Adoxa moschatellina, Moschatel

It is an unassuming little plant, with a very unassuming genus name.  “Doxa” in Greek means “glory”, and hence the genus name Chionodoxa (now defunct as it has been merged with Scilla) means “Glory of the Snow”.  Put an “A” in front of a word and the meaning is turned around, as in “atypical” or “asymptomatic”, so the name “Adoxa” means “without glory”.  It is certainly not the name I would have chosen for this fascinating plant!  The specific epithet moschatellina, and hence the English name Moschatel, comes from a Latin word for musk, though I’ve never noticed any smell on the plant, any more than I have from the musk orchid Herminium monorchis (my wife says the orchid smells sweetish, but neither of us really know what musk is supposed to smell like, to be fair, having an aversion to posh perfumes and having never had close contact with the scent glands of any deer).

Much more evocative is the plant’s alternative English name: Town Hall Clock.  This reflects the remarkably consistent arrangement of its flowers.  It must be the only plant in the world that always bears exactly five flowers, which between them always have 24 petals.  The five flowers cluster in a tight head, forming a little box about a centimetre across.  The stem comes in the bottom of the box, and four side flowers make the other five faces.  The side ones, each at right angles to its neighbours, call to mind the clock faces on the tower of a church or town hall, hence the common name.  These, plus the extra flower on top also earn it the rarely used but glorious alternative name of ‘five-faced bishop’. The four side flowers have five petals each, but the one on top has only four; this is likely to be so that it fits neatly with the others as it looks upwards towards the sky.  All in all, it is a tiny piece of geometric perfection.

The ‘Town Hall Clock’ of Adoxa moschatellina

The flowers are all pale green, which probably explains why Linnaeus gave it the uninspiring genus name ‘Adoxa’, but for me that just adds to the joy of finding it – one is often right on top of it before it makes itself known.  Most recently I have seen it in the woods by the river downstream from Humbie Church in East Lothian.  It occurs throughout most of Britain, and in fact across the cool temperate parts of the Northern Hemisphere.

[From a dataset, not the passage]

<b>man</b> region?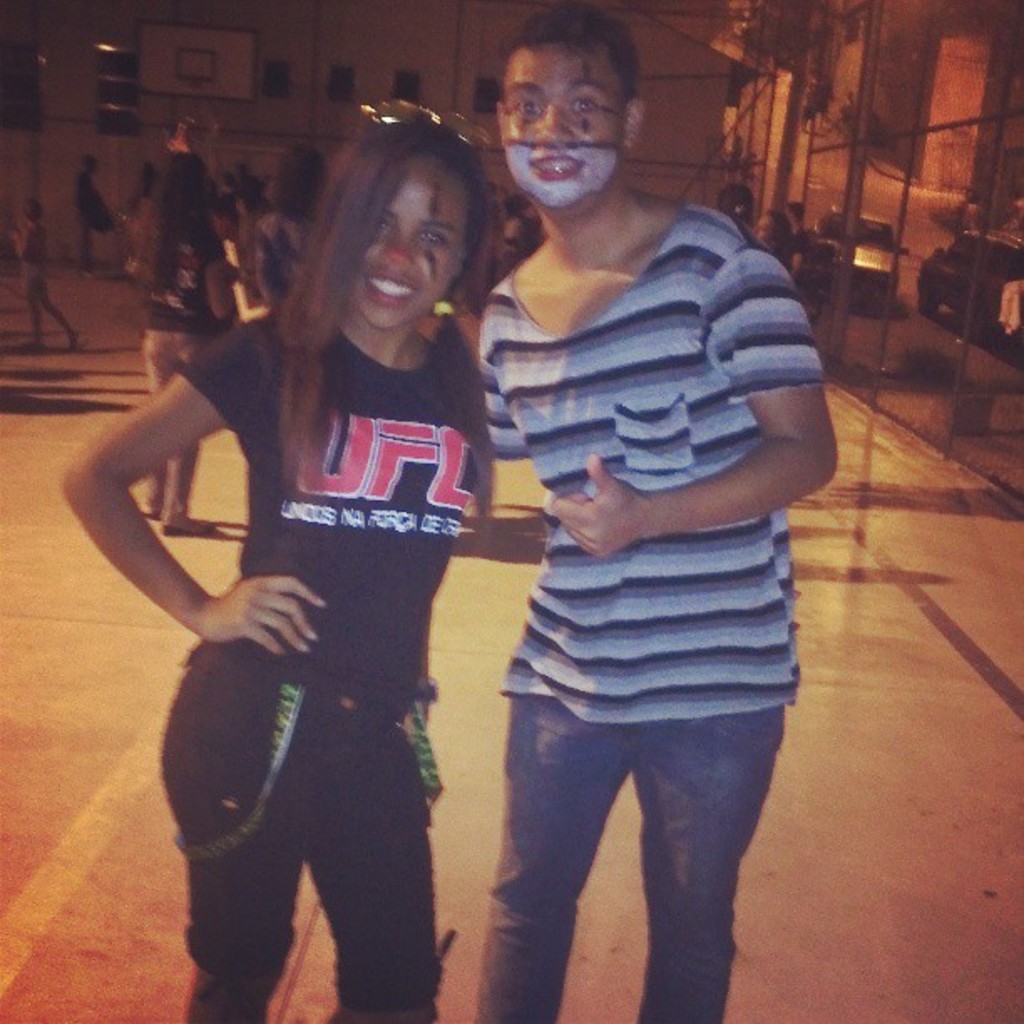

Until relatively recently, Moschatel was almost alone in its family, Adoxaceae, the only company being two endemic Chinese species, Adoxa xizangensis and Sinadoxa corydalifolia.  The former looks like a more delicate version of our plant, but occasionally going a bit mad and having as many of nine flowers on a stem.  Then, with the advent of DNA-based classification of flowering plants, the family Adoxaceae suddenly expanded to include three more genera including two very familiar ones: Viburnum, and Sambucus.  Superficially these look very different, being large and woody with often around a hundred flowers per inflorescence.  Previously these were placed in the honeysuckle family, Caprifoliaceae, and they didn’t seem to fit very well there, either.  Apparently, Adoxa is descended from a woody ancestor, and over time became smaller and smaller, reducing the number of flowers in the inflorescence down from a hundred to exactly five.  There is a loose parallel here with the dwarf cornel, which is a similar sized plant also descended from woody ancestors.

Sambucus nigra
Dwarf cornel (Cornus suecica), which belongs to the Cornaceae. Like Moschatel, this species is also reduced relative to its woody ancestors.

So, keep an eye out for this shy little plant when out in the woods.  Keble Martin, in his classic Concise British Flora, says it is a symbol of Christian watchfulness, but in his concise way declines to explain why.